Final Tax Return Filing
Builds an audit-ready final filing package to close taxpayer obligations at death or entity dissolution.
Quick Start
- Classify taxpayer: decedent estate or dissolving entity.
- Establish final period end date (date of death or dissolution).
- Verify legal authority (executor, trustee, or liquidator) with documentary proof.
- Identify primary return form (1040, 1120, 1120S, or 1065).
- Determine if this is a short-period return and set reporting cutoff.
Prerequisites
- Legal identifiers: name, SSN/EIN, last known address, date of death or dissolution.
- Authority documentation: court order, letters testamentary, or corporate resolution.
- Source records: prior-year returns, W-2, 1099, K-1, bank/brokerage ledgers, balance sheet, asset transfer docs.
- Extension status: confirm whether filed or still available [VERIFY].
Core Workflow
1. Intake and Status Setup
| Field | Value | Source | |---|---|---| | Taxpayer type | Decedent estate / entity liquidation | Death certificate, dissolution filing | | Final period end date | Date of death or dissolution | Vital records, corporate minutes | | Reporting date range | Jan 1 → end date | Financial close records | | Primary return form | 1040 or 1120/1120S/1065 | Taxpayer type | | Authority | Name + title + proof | Court order / corporate document |
2. Identity and Filing Status
- Populate legal name and ID exactly as source docs show.

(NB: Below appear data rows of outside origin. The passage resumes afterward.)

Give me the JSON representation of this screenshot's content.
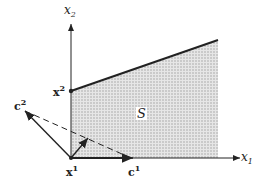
{
  "diagram": {
    "axis_x_label": "x",
    "axis_x_sub": "1",
    "axis_y_label": "x",
    "axis_y_sub": "2",
    "region_label": "S",
    "point_x1_label": "x",
    "point_x1_sup": "1",
    "point_x2_label": "x",
    "point_x2_sup": "2",
    "vector_c1_label": "c",
    "vector_c1_sup": "1",
    "vector_c2_label": "c",
    "vector_c2_sup": "2",
    "colors": {
      "line": "#222222",
      "shade": "#d8d8d8"
    }
  }
}
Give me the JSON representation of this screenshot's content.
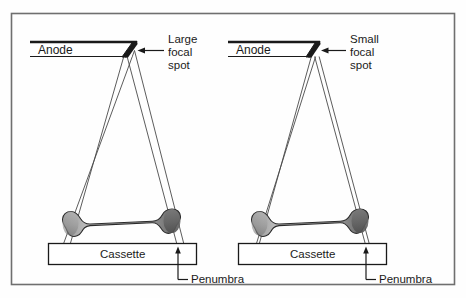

- Add final-status indicators:
- Individual: final status and date markers.
- Entity: final return designation and liquidation context.
- Insert signer section reflecting legal authority title.
- Flag jurisdiction-specific signature and filing constraints.
3. Income Capture
For each source: gross amount, timing test (pre-final-date only), source doc, schedule/form line, reclassification needs, review note.
Priority order:
- Wage/withholding (W-2)
- Interest/dividends (1099-INT/DIV, Schedule B)
- Business income/loss (Schedule C / passthrough items)
- Capital activity (basis/holding period → Schedule D)
- Other (settlements, cancellation, cessation adjustments)
4. Deductions and Credits
- Select standard vs itemized using final-period rules.
- Build applicable deductions (medical, SALT, mortgage, charitable, casualty).
- Validate statutory caps and substantiation.
- Build credit matrix: eligibility, phaseout test, supporting schedules, filing-year rules.
- For entities: separate ordinary cessation expenses from non-deductible capital/distribution items.
5. Schedule and Attachment Matrix
| Trigger | Required Artifact | Completion Rule | |---|---|---| | Itemized deductions | Schedule A | Receipts + limits verified | | Interest/dividend volume | Schedule B | Payer detail complete | | Business operations | Schedule C or entity schedules | Cost method consistent | | Capital gains/losses | Schedule D | Basis and term classified | | Liquidation/distributions | Entity/pass-through disclosures | Recipient allocation reconciled | | Estate refund (non-spouse) | Form 1310 | Authority proof attached [VERIFY] | | Non-standard treatment | Written statement | Legal basis included |
6. Filing Mechanics
- Compute due date; adjust for weekends/holidays.
- Choose e-file vs paper based on attachment and form limitations.
- Confirm payment/refund routing (estate account, representative, trust).
- Assemble filing packet and proof list.
- File only after quality controls pass.
7. Final Quality Controls (Mandatory)
- [ ] Recompute all arithmetic and schedule rollups
- [ ] Trace each line to a source document
- [ ] Reconcile withholding, estimated taxes, and credits
- [ ] Verify final return designation appears consistently
- [ ] Confirm no post-termination income included
- [ ] Check signatory authority and signature block
- [ ] Produce exception list for unresolved items
Pitfalls and Checks
- Scope: U.S. federal returns only; defer to state-specific requirements separately.
- Date sensitivity: All due dates and IRS addresses are year-dependent — verify from current IRS publications [VERIFY].
- Authority: Never infer from informal communications; require explicit legal proof before final signature.
- Conservative classification: Use conservative treatment for liquidation/distribution and basis-sensitive items; document arguable positions explicitly.
- Escalation triggers: Significant valuation disputes, multi-state nexus, or substantial tax-risk interpretations.
- Retention: Retain filing proof for at least the minimum administrative period, longer if estate or dispute exposure remains.